Medieval Bestiaries: Books of Beasts

Medieval Bestiaries: Books of Beasts

Medieval Bestiaries: Books of Beasts

Aberdeen Bestiary Project

Read the following excerpts from the Aberdeen Bestiary (ca. 1200):

Of the hyena. There is an animal called the hyena, which inhabits the tombs of the dead and feeds on their bodies. Its nature is that it is sometimes male, sometimes female, and it is therefore an unclean animal. Since its spine is rigid, all in one piece, it cannot turn round except by turning its body right around. Solinus recounts many marvellous things about the hyena. First, it stalks the sheepfolds of shepherds and circles their houses by night, and by listening carefully learns their speech, so that it can imitate the human voice, in order to fall on any man whom it has lured out at night. The hyena also [imitates] human vomit and devours the dogs it has enticed with faked sounds of retching. If dogs hunting the hyena accidentally touch its shadow behind, they lose their voices and cannot bark. In its search for buried bodies, the hyena digs up graves. The sons of Israel resemble the hyena. At the beginning they served the living God. Later, addicted to wealth and luxury, they worshipped idols.

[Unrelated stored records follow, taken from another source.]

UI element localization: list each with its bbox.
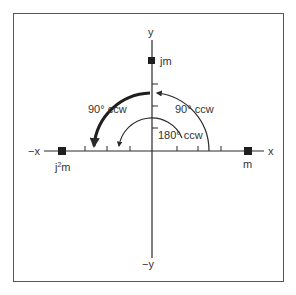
point-jm-label: jm [160,56,172,67]
x-axis-ticks [85,146,221,151]
point-m-marker [244,147,252,155]
rotation-label-90-right: 90° ccw [175,104,214,115]
arc-90-right [157,93,209,151]
point-j2m-marker [58,147,66,155]
y-axis-positive-label: y [148,27,154,38]
point-m-label: m [243,159,252,170]
x-axis-positive-label: x [268,146,274,157]
x-axis-negative-label: −x [28,146,40,157]
y-axis-ticks [152,84,158,128]
rotation-label-90-left: 90° ccw [88,104,127,115]
complex-plane-diagram [0,0,296,295]
point-jm-marker [148,57,155,64]
point-j2m-label: j2m [55,159,71,173]
rotation-label-180: 180° ccw [158,130,203,141]
y-axis-negative-label: −y [142,259,154,270]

For this reason the prophet compared the synagogue to an unclean animal: 'My heritage is to me as the den of a hyena.' (see Jeremiah, 12:8) Therefore those among us who are slaves to luxury and greed, are like this brute, since they are neither men nor women, that is, neither faithful nor faithless, but are without doubt those of whom Solomon says: 'A double-minded man is unstable in all his ways'; (James, 1:8) of whom the Lord says: 'You cannot serve God and mammon.' (Matthew, 6:24).

Of the pelican 'I am like pelican of the wilderness' (Psalms, 102:6). The pelican is a bird of Egypt, living in the wilderness of the River Nile, from which it gets its name. For Egypt is known as Canopos.
It is devoted to its young. When it gives birth and the young begin to grow, they strike their parents in the face. But their parents, striking back, kill them. On the third day, however, the mother-bird, with a blow to her flank, opens up her side and lies on her young and lets her blood pour over the bodies of the dead, and so raises them from the dead.
In a mystic sense, the pelican signifies Christ; Egypt, the world. The pelican lives in solitude, as Christ alone condescended to be born of a virgin without intercourse with a man. It is solitary, because it is free from sin, as also is the life of Christ. It kills its young with its beak as preaching the word of God converts the unbelievers. It weeps ceaselessly for its young, as Christ wept with pity when he raised Lazarus. Thus after three days, it revives its young with its blood, as Christ saves us, whom he has redeemed with his own blood.
In a moral sense, we can understand by the pelican not the righteous man, but anyone who distances himself far from carnal desire. By Egypt is meant our life, shrouded in the darkness of ignorance. For Egiptus can be translated as 'darkness'. In Egypt, therefore, we make a wilderness (see Joel, 3:19), when we are far from the preoccupations and desires of this world. Thus the righteous man creates solitude for himself in the city, when he keeps himself free from sin, as far as human frailty allows.